With her colleagues at the Bartlett School of Architecture, Armstrong is focusing on “grunge” solutions to global warming: technologies that are cheap and relatively simple. We’ve already seen a sliver of this idea. Steven Chu, the United States Secretary of Energy, is an advocate of the use of whitewash on our houses. “If you take all the buildings in the world and make their roofs white and you do this uniformly . . . it’s the equivalent of reducing the carbon emissions due to all the cars on the road for 11 years,” he told a meeting in London earlier this year.
But Armstrong and her peers have ideas that reach far beyond whitewash. One intriguing possibility is the use of bioluminescent bacteria, organisms that give off a blue-green glow, as low-energy urban lighting. In the US, urban lighting accounts for more than 8 per cent of the country’s total electricity consumption.
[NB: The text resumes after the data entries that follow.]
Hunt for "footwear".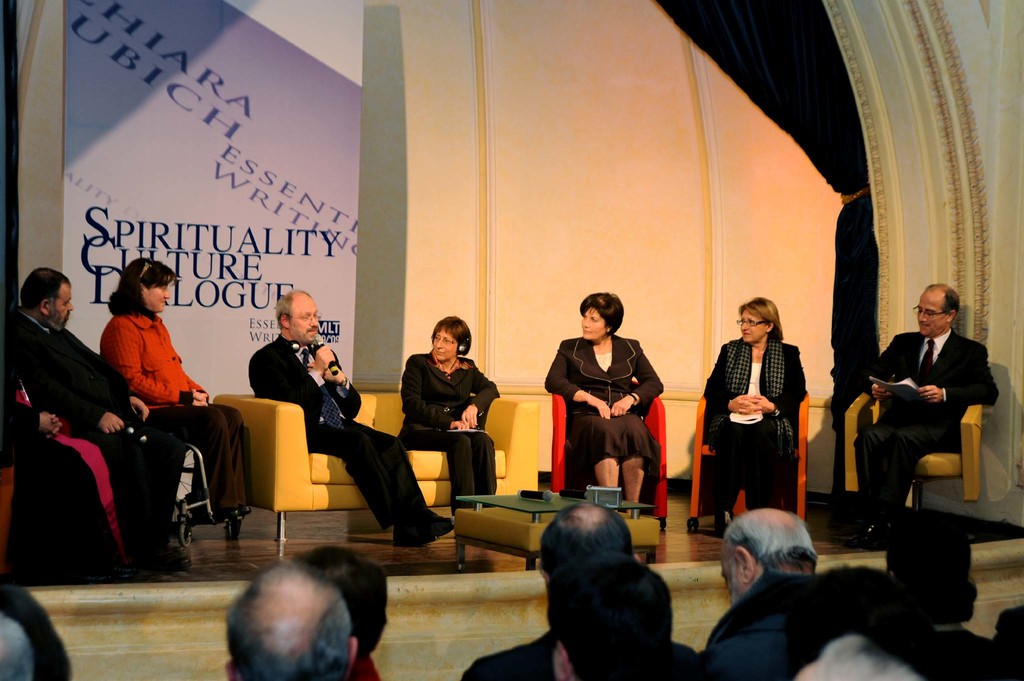
Hunted down at locate(388, 527, 435, 543).
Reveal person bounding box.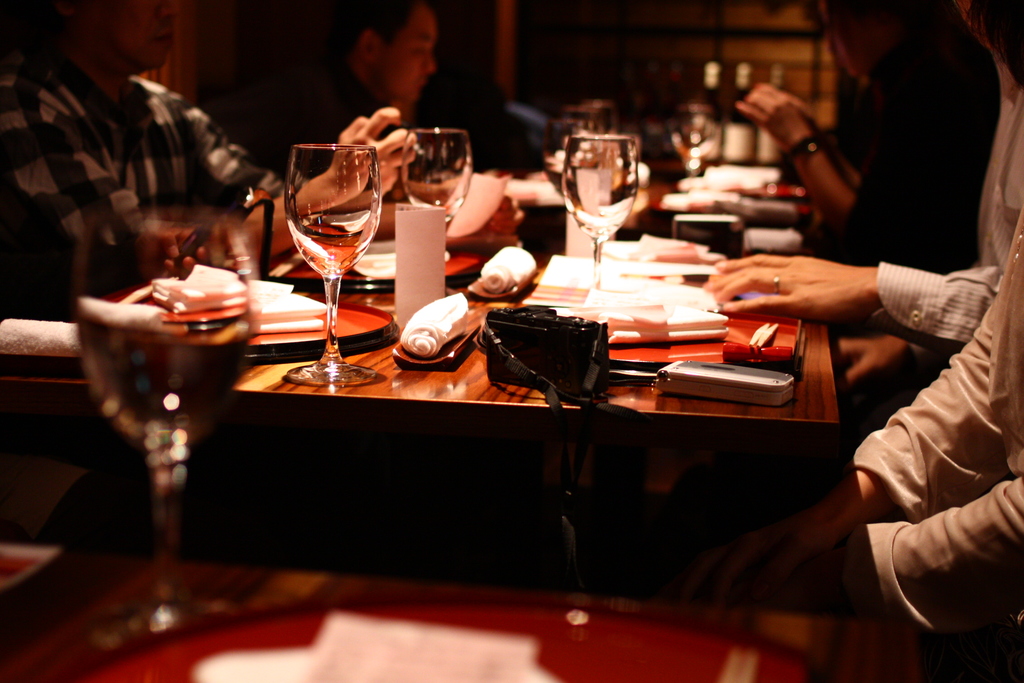
Revealed: box=[229, 0, 623, 208].
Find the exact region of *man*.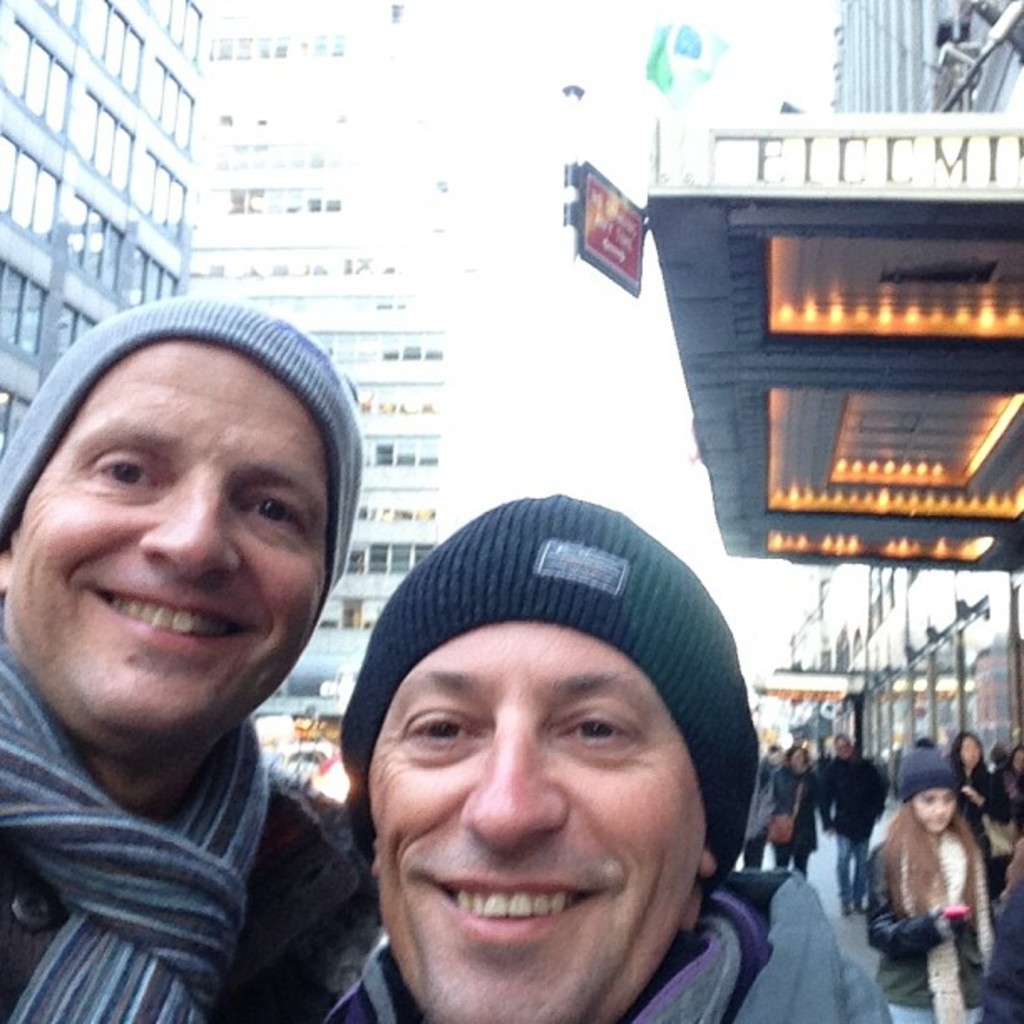
Exact region: bbox=[323, 490, 883, 1022].
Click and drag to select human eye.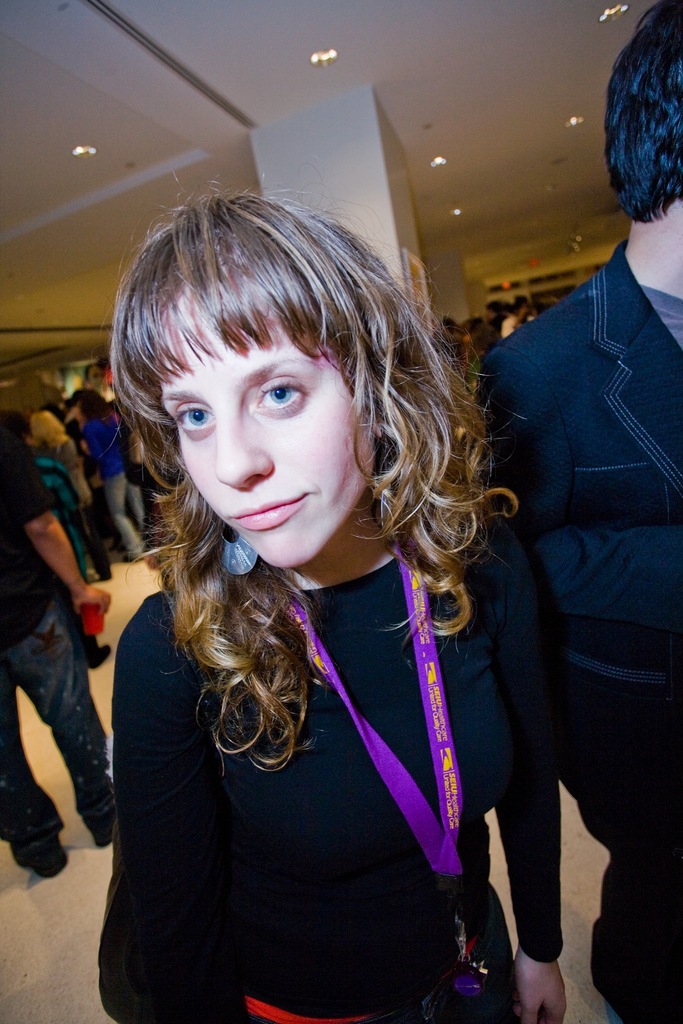
Selection: x1=251 y1=376 x2=313 y2=421.
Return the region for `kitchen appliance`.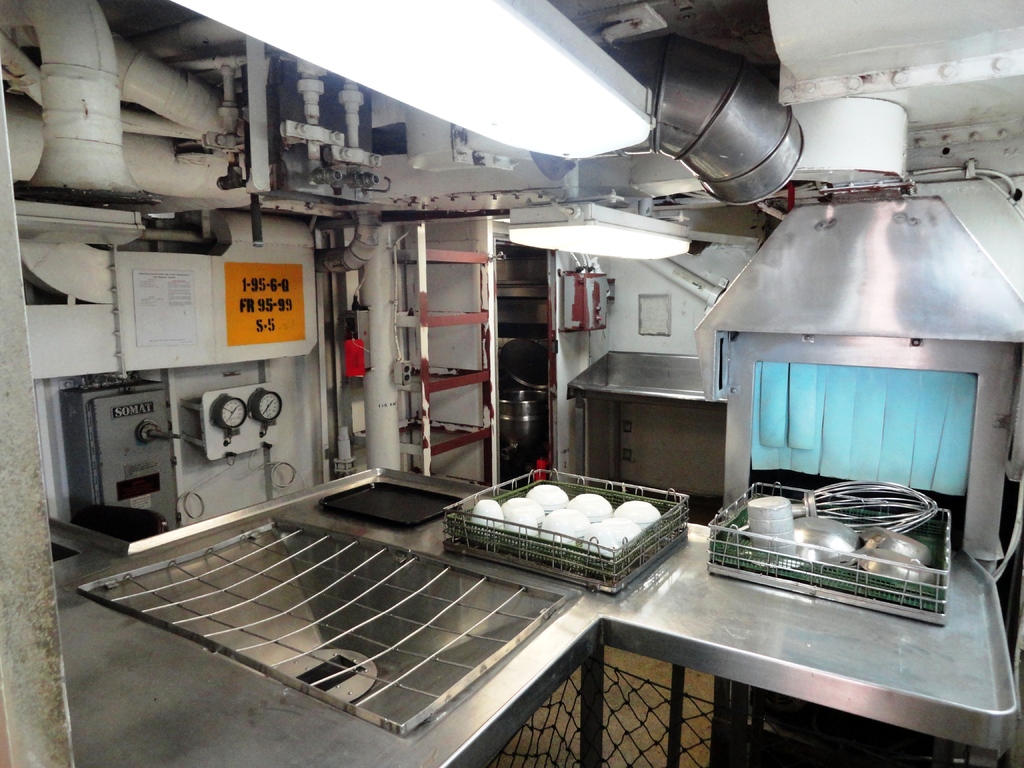
[left=803, top=477, right=941, bottom=536].
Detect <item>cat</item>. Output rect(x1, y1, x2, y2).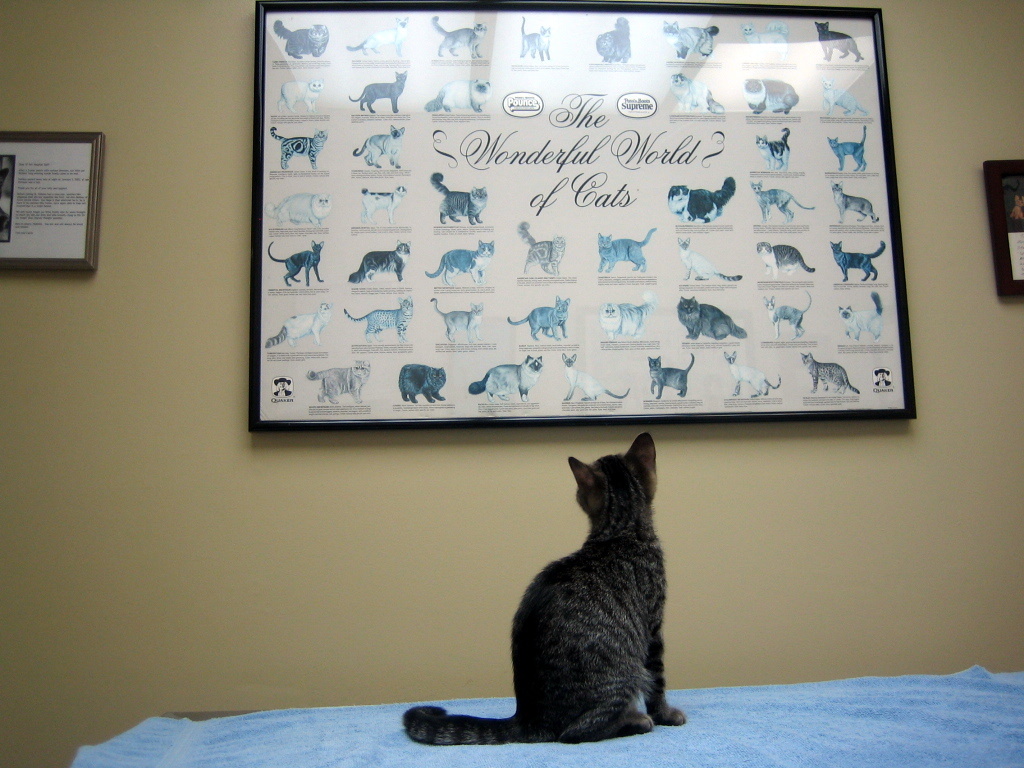
rect(594, 17, 631, 61).
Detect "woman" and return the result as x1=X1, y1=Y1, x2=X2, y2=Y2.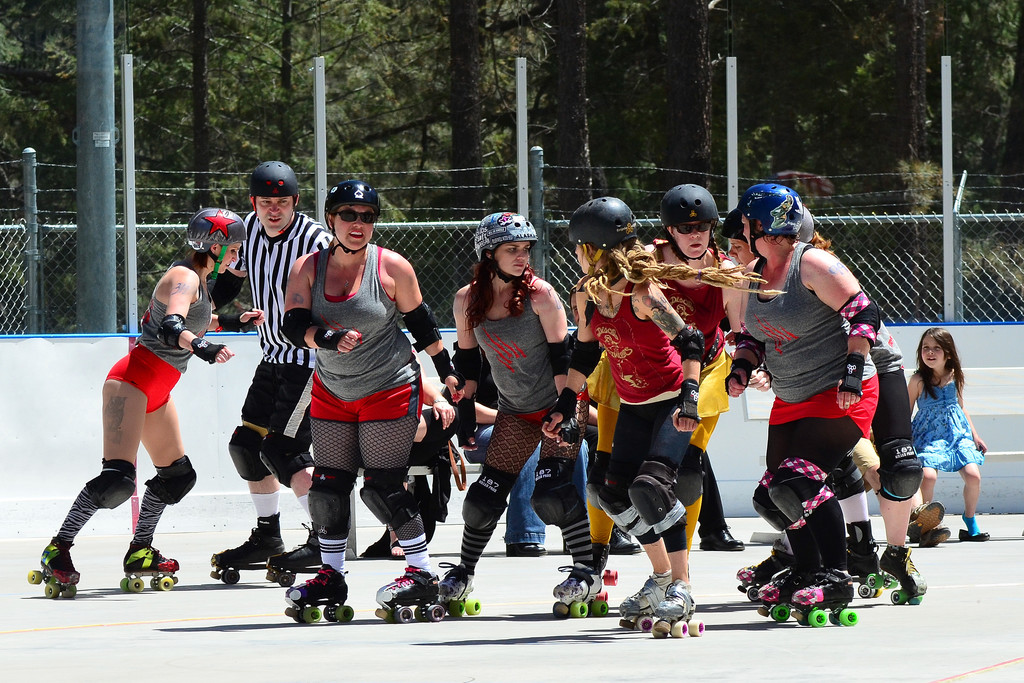
x1=283, y1=178, x2=465, y2=607.
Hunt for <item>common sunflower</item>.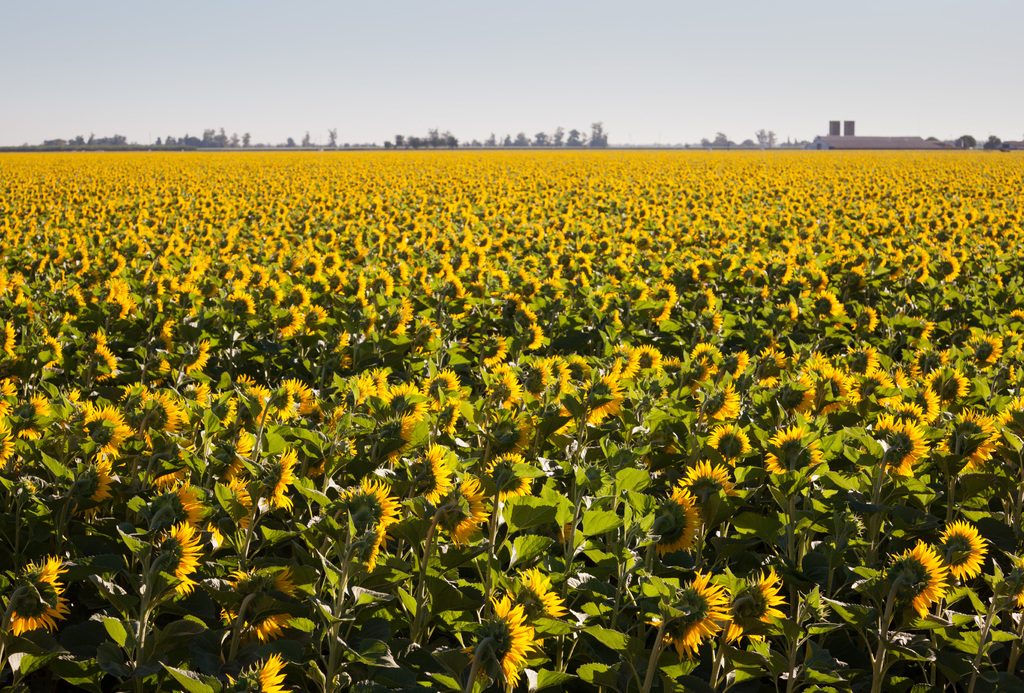
Hunted down at 150/484/200/510.
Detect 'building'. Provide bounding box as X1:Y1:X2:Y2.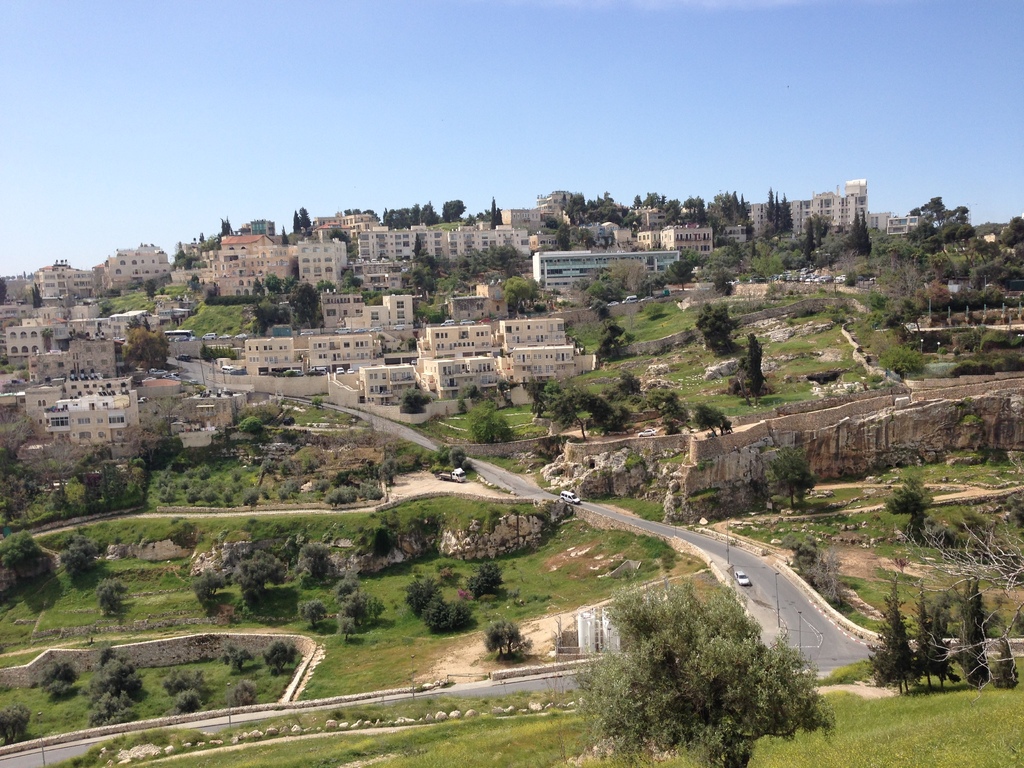
537:254:678:288.
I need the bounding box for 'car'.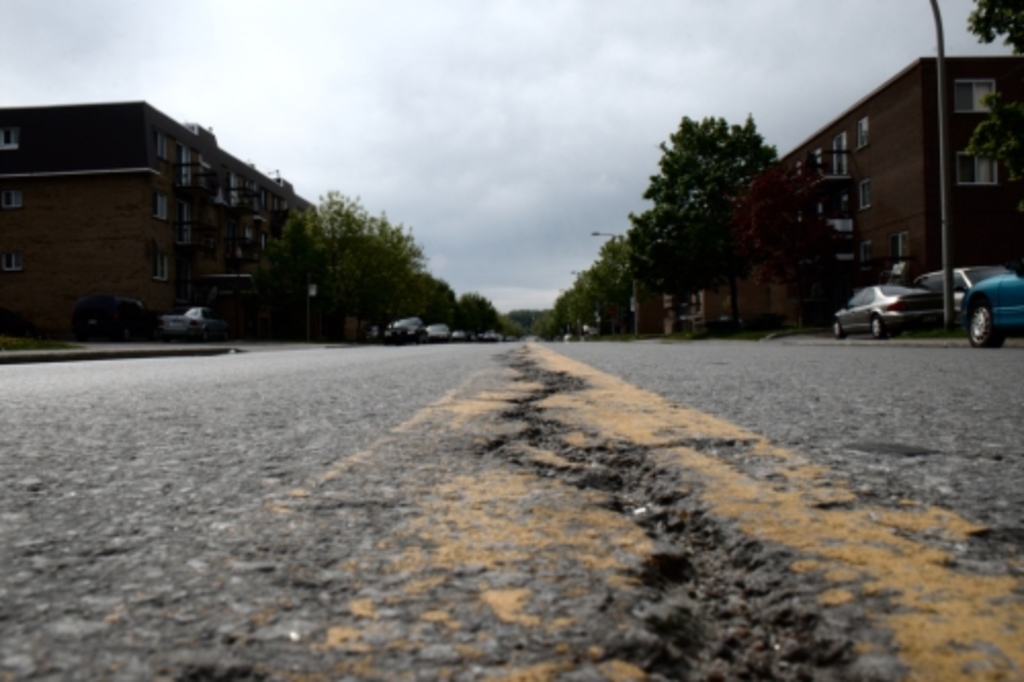
Here it is: [left=950, top=272, right=1022, bottom=356].
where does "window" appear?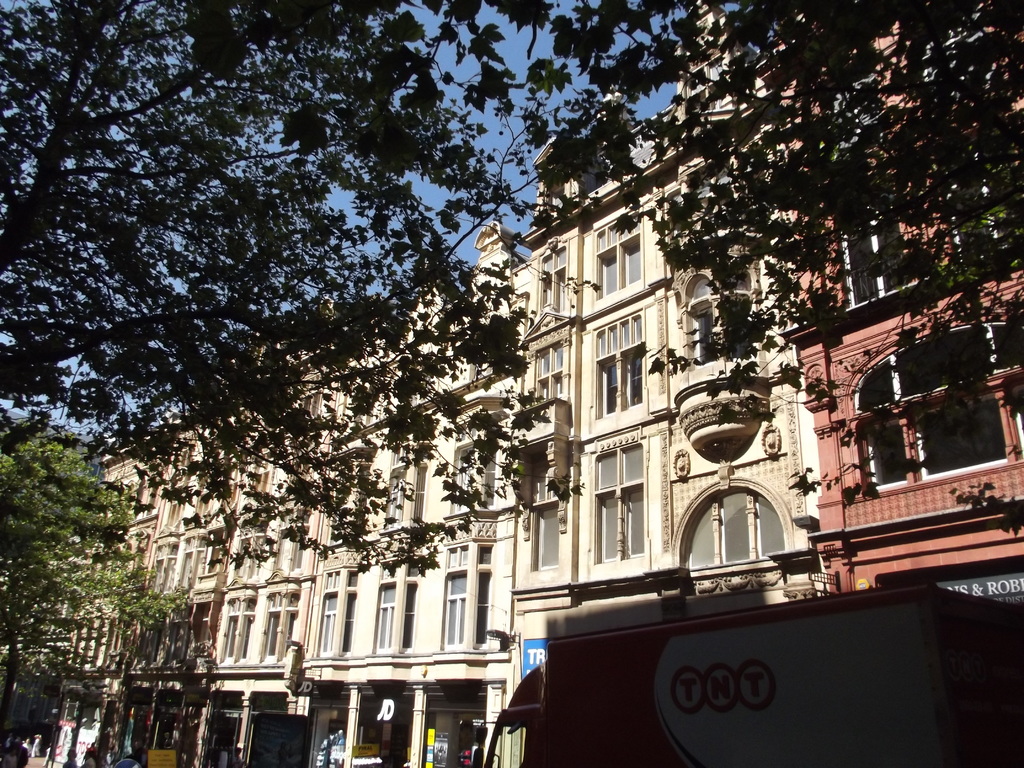
Appears at 317, 564, 354, 664.
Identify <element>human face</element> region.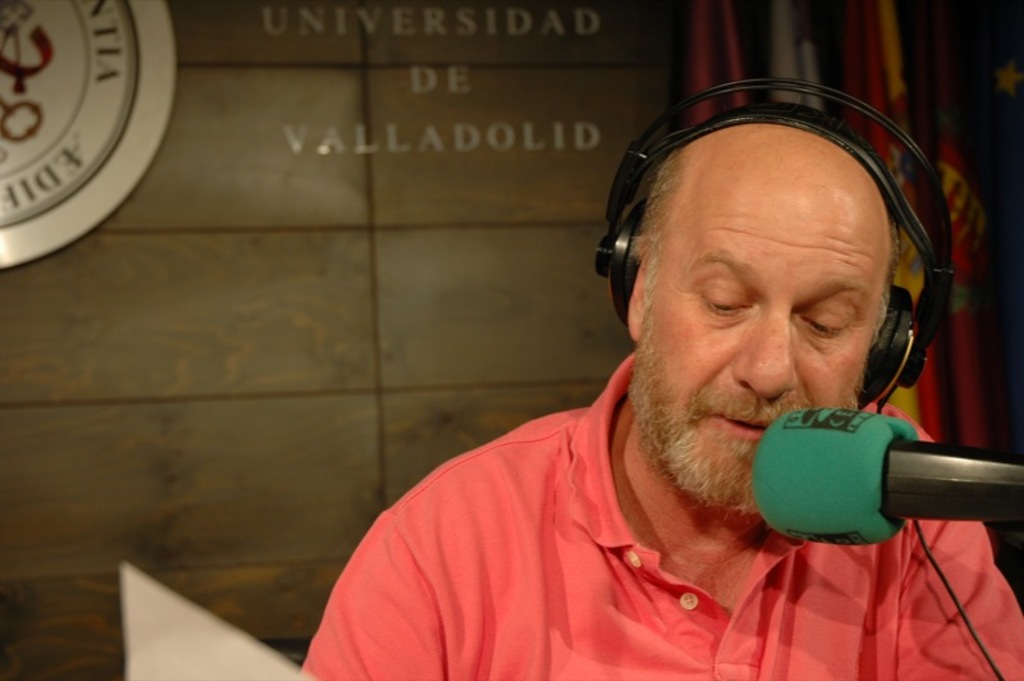
Region: BBox(630, 177, 878, 512).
The sides of buildings and billboards could be covered in sparkling bacteria, such as Vibrio phosphoreum — the fish bacteria. This produces light automatically when a pigment contained in the bacteria called luciferin, from the Latin meaning light bringer, reacts with oxygen in air or water. At present, the light emitted is not strong enough to illuminate a street, but scientists believe that it could be engineered to do so. Another possibility is using bacteria to metabolise carbon dioxide through photosynthesis so that the bacterial coating would effectively eat up carbon dioxide by turning sunlight into energy.
“When dealing with climate change we don’t always have to invent something new, we have to think very cleverly about what we already have,” Armstrong said. “It doesn’t take a massive leap of imagination to envisage how much more useful the surfaces of our buildings could become if covered in bacteria that glow in the dark or remove pollutants from the atmosphere.”
Choosing which bacteria to use would be the easy part, according to Armstrong, as scientists have already identified numerous common species that carry out these functions. She is now looking at the possibility of using cyanobacteria, also known as blue-green algae, to capture carbon dioxide.
What remains to be addressed, however, is how best to cultivate such organisms on the surfaces of our houses, offices and schools. Armstrong views this challenge as a form of gardening. “Bacterial gardens don’t really exist and that’s what we need to create,” she says.
Simon Park, a microbiologist at the University of Surrey, already has some experience of bacterial gardening. He has been exploring the use of naturally bioluminescent bacteria in art, using Vibrio phosphoreum to make dazzling blue abstract displays. Park cultivates the bacteria by placing them in agar gel in petri dishes and providing them with salty water, which replicates a marine environment, and glycerol, on which they feed. Park’s art installations normally last for a few days before the bacteria run out of food and gradually fade to darkness, but if fed continually the displays could be permanent, he said.